Of the entries below, return exactly those lines that fall between the one containing "Locate an element on the screen. The" and the one containing "The width and height of the screenshot is (617, 364).", the two end lines included.

(Dataset excerpts)
....

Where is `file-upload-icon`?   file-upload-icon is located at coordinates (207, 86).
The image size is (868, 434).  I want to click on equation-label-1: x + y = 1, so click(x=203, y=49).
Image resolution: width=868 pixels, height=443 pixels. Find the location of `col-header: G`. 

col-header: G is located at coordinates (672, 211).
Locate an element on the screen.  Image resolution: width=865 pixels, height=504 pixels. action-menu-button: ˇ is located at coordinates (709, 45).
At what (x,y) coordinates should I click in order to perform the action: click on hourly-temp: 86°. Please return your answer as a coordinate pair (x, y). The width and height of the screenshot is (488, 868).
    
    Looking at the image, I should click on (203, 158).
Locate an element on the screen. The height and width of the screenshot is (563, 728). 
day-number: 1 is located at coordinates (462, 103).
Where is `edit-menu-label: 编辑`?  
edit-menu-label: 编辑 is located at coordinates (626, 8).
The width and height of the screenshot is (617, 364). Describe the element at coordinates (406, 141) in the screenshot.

....

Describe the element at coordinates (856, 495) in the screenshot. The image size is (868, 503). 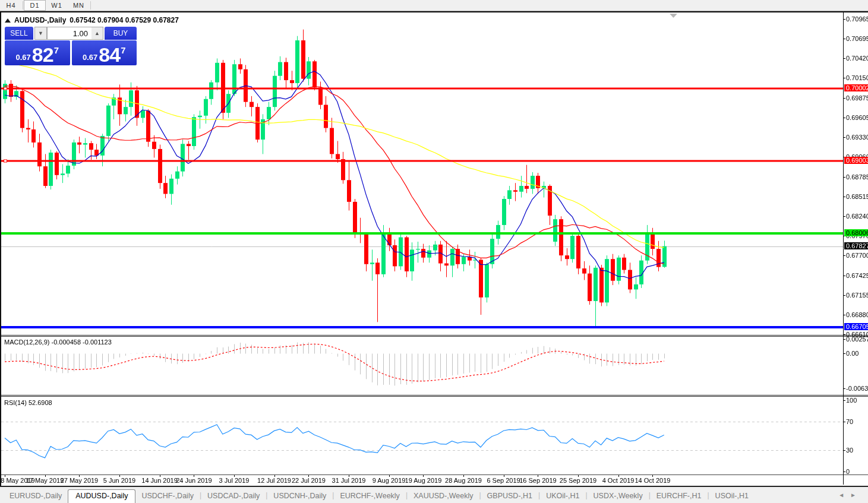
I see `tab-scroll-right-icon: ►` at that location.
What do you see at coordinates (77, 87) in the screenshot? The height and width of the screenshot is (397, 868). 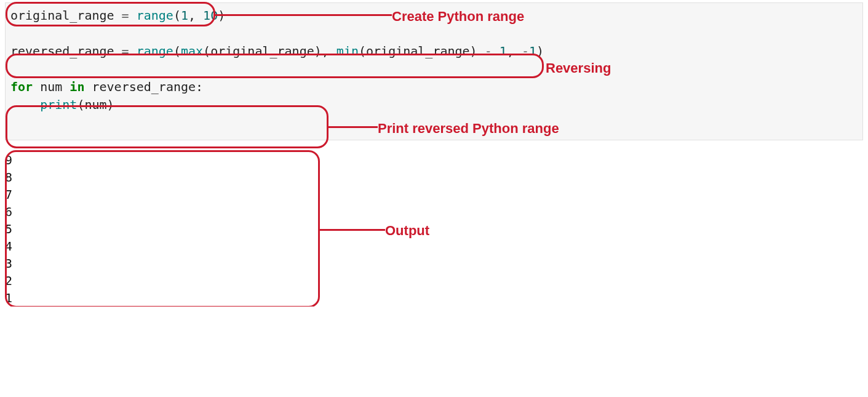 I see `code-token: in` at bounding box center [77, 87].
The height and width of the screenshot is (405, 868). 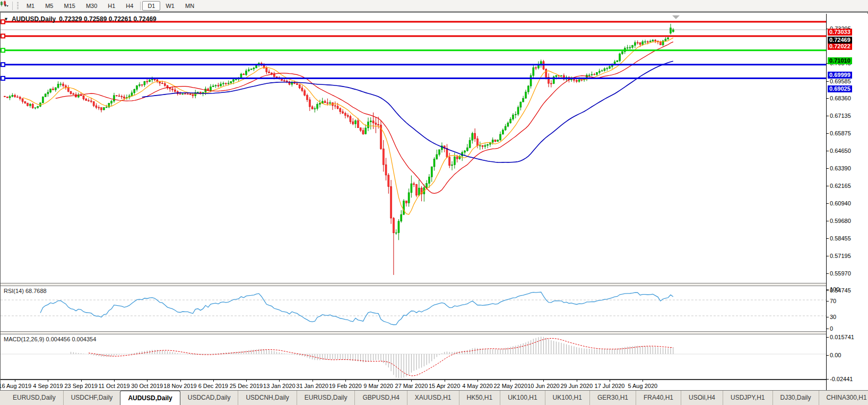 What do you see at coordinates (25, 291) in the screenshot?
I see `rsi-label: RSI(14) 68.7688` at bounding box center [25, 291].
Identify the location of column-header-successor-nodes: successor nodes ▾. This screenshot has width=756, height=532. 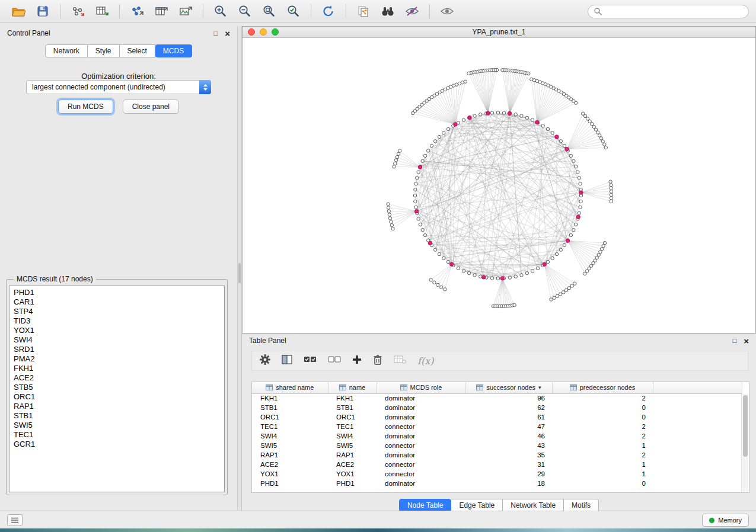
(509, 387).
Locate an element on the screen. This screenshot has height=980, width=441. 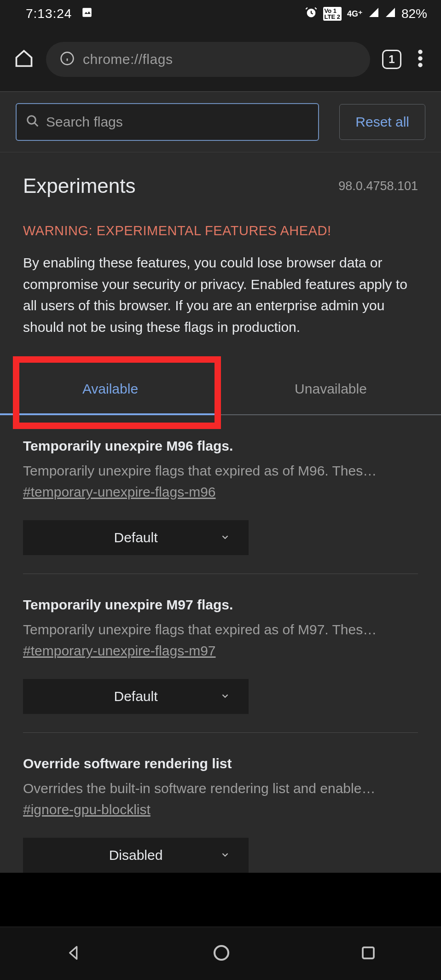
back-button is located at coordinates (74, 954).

....

ANSWER SECTION -
Locate an element on the screen. The height and width of the screenshot is (563, 728). 
day-number: 1 is located at coordinates (462, 103).
Where is `edit-menu-label: 编辑`?  
edit-menu-label: 编辑 is located at coordinates (626, 8).
The width and height of the screenshot is (617, 364). Describe the element at coordinates (406, 141) in the screenshot.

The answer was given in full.